Harvard Law Professor Laurence Tribe ’66, Harvard Law Professor of Practice Nancy Gertner and two Harvard Law School alumni were honored by the American Bar Association during the association’s annual meeting in Boston in August.
Tribe, the Carl M. Loeb University Professor and professor of constitutional law at Harvard Law School, received the 2014 YLD Fellows Award from the American Bar Association Young Lawyers Division at the 2014 YLD Fellows Gala in recognition of his distinguished service to the public or the profession.
Gertner, a former federal judge for the U.S. District Court for the District of Massachusetts, received the ABA Margaret Brent Women Lawyers of Achievement Award. The award, which recognizes and celebrates the accomplishments of women lawyers who have excelled in their field and inspired other women lawyers, is presented to five recipients each year.
Two alumni, Edward M. Ginsburg ’58 and Alan Howard ’87, received the ABA Pro Bono Publico Award, which honors those who have enhanced the human dignity of others by improving or delivering volunteer legal services to the poor.
Ginsburg, who served as an associate justice of the Massachusetts Probate and Family Court for nearly 25 years, was honored for his work with Senior Partners for Justice, a pro bono program he founded at the Volunteer Lawyers Project of the Boston Bar Association in 2002.
Howard, a partner in Crowell & Moring who does extensive pro bono work, represented one of the defendants in the nationally prominent “Jena 6” proceedings in Louisiana, a case of national prominence for its civil rights implications.
Read more on the 2014 ABA honorees.
Tribe has taught at Harvard Law School since 1968. The title “University Professor” is Harvard’s highest academic honor, awarded to just a handful of professors at any given time and to fewer than 75 professors in all of Harvard University’s history. Tribe entered Harvard at 16 and graduated summa cum laude in 1962 and magna cum laude in law in 1966. He received tenure at age 30 and was elected to the American Academy of Arts and Sciences at 38 and to the American Philosophical Society in 2010. He helped write the constitutions of South Africa, the Czech Republic and the Marshall Islands. Tribe has prevailed in three-fifths of the many appellate cases he has argued (including 35 in the U.S. Supreme Court). He was appointed in 2010 by President Obama and Attorney General Holder to serve as the first senior counselor for access to justice. His most recent book, “Uncertain Justice: The Roberts Court and the Constitution” was published in June.
Gertner joined the Harvard Law School faculty as a professor of practice in 2011. In 1994, President Clinton appointed Gertner to a seat on the U.S. District Court for the District of Massachusetts, where she served until September 2011. Gertner was one of very few women trial lawyers in the early 1970s, and built a career as a self-described “revolutionary” and “radical lawyer” fighting for fair sentencing and against discrimination. She was the second woman to have received the Thurgood Marshall Award from the American Bar Association, Section of Individual Rights and Responsibilities, in 2008. Gertner has served as a panelist, lecturer, and keynote speaker throughout the U.S., Europe and Asia on topics of civil rights, civil liberties, employment, criminal justice and procedural issues. Her autobiography, “In Defense of Women: Memoirs of an Unrepentant Advocate,” was published in April 2011.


■ Activity ■
Every line containing the string "hàng" is to be copied from the records.

■ Dataset records ■

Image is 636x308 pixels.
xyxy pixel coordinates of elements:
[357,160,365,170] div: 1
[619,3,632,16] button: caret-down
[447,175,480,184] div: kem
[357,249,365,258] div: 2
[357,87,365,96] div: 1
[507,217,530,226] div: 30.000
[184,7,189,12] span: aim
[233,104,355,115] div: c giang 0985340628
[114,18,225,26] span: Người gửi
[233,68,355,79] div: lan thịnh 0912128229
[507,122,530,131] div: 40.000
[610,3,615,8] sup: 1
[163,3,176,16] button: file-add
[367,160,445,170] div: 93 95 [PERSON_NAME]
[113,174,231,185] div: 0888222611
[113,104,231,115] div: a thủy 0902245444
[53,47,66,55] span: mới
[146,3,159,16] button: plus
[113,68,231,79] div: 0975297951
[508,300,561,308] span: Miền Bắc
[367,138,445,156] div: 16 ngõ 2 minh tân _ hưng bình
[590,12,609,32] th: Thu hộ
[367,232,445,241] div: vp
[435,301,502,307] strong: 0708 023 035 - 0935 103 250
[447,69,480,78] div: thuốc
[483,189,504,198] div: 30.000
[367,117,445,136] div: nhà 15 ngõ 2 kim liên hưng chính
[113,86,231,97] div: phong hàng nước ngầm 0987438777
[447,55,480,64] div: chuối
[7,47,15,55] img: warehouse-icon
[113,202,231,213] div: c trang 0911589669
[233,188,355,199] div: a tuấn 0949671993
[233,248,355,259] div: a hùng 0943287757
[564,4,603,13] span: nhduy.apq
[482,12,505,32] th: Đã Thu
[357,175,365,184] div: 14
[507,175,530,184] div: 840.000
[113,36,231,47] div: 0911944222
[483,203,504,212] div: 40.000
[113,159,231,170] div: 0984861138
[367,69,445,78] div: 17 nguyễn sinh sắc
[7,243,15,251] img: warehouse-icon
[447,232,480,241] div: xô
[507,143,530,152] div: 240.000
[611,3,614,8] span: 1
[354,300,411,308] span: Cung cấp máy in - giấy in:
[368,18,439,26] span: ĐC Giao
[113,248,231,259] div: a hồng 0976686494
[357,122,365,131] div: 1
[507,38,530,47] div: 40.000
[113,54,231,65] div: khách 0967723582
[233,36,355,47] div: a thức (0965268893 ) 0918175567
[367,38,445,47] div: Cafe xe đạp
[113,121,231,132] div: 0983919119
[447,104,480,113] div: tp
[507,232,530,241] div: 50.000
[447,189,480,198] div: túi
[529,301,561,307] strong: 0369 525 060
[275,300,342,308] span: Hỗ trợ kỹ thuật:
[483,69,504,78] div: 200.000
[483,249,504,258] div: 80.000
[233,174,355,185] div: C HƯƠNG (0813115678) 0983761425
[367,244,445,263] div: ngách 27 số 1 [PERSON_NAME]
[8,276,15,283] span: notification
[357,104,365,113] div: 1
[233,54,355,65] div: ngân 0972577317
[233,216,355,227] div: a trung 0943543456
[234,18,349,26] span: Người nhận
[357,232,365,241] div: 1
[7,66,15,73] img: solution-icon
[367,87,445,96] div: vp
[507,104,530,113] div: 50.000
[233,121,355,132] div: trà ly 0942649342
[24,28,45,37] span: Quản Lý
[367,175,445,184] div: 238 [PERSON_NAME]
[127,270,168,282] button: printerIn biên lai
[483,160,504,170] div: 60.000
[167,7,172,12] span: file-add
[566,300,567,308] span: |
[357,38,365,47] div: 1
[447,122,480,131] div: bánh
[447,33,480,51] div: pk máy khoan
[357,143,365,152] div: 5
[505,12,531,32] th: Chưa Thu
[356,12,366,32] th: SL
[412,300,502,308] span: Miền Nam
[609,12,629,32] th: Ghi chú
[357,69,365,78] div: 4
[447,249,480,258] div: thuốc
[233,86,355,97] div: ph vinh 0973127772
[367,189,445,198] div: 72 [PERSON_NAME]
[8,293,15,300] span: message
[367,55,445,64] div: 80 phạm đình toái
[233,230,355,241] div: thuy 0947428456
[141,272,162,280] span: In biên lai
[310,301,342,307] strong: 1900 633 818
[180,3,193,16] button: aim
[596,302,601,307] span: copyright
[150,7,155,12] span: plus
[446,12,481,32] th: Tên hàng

■ Your solution ■
[113,86,231,97] div: phong hàng nước ngầm 0987438777
[446,12,481,32] th: Tên hàng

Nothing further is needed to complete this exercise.